Is health care a human right? Should there be universal coverage? If so, should the same options be available to everyone? At what cost, and to whom? If health care is a human right, what role is there for profit-driven corporations? For the government? As the population ages and the tax base shrinks, is it fair to ask the young to carry a greater tax burden than those who came before them, in order to provide the more expensive care that the elderly typically need? Is it right that the costs of the uninsured are being passed along to the insured? That some people pay much more but receive far less for their money? That others have unequal access simply because of where they live or work? If care is available to all, and one person needs millions of dollars of care while the costs of ten thousand others barely scratches that amount - and there is only so much money to go around - is it right to cut short the treatment of the "expensive" patient to provide treatment to thousands of others? Who will make those decisions? Will there be any sort of review process? And since all the insurance in the world will do you no good if you can't find a doctor: when primary care doctors make millions less than specialists, are more likely to see the uninsured and the government insured, and are far less likely to even turn a profit (let alone prosper) how can we lure enough medical students to first line fields to maintain adequate primary care for everyone?

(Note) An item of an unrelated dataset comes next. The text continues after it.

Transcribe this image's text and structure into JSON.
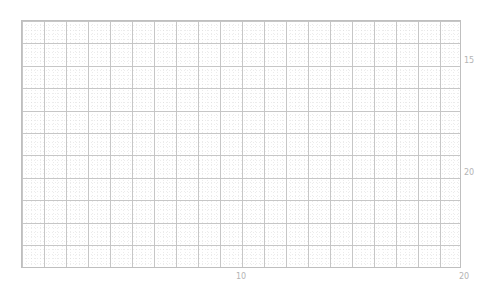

No one I know can agree on these things, and there's been no meaningful debate about the problems themselves.

I think we really put the cart before the horse with this bill. Passing this legislation to fix what's wrong with health care, without a consensus as to what the problem is, is really knee-jerk. Typical Washington: the people yell "do something!" and Washington does. Who knows what the consequences will be, but by God they did "something," and they have their bullet point for the next election. Which, as we all know, is the real issue... it was never health care.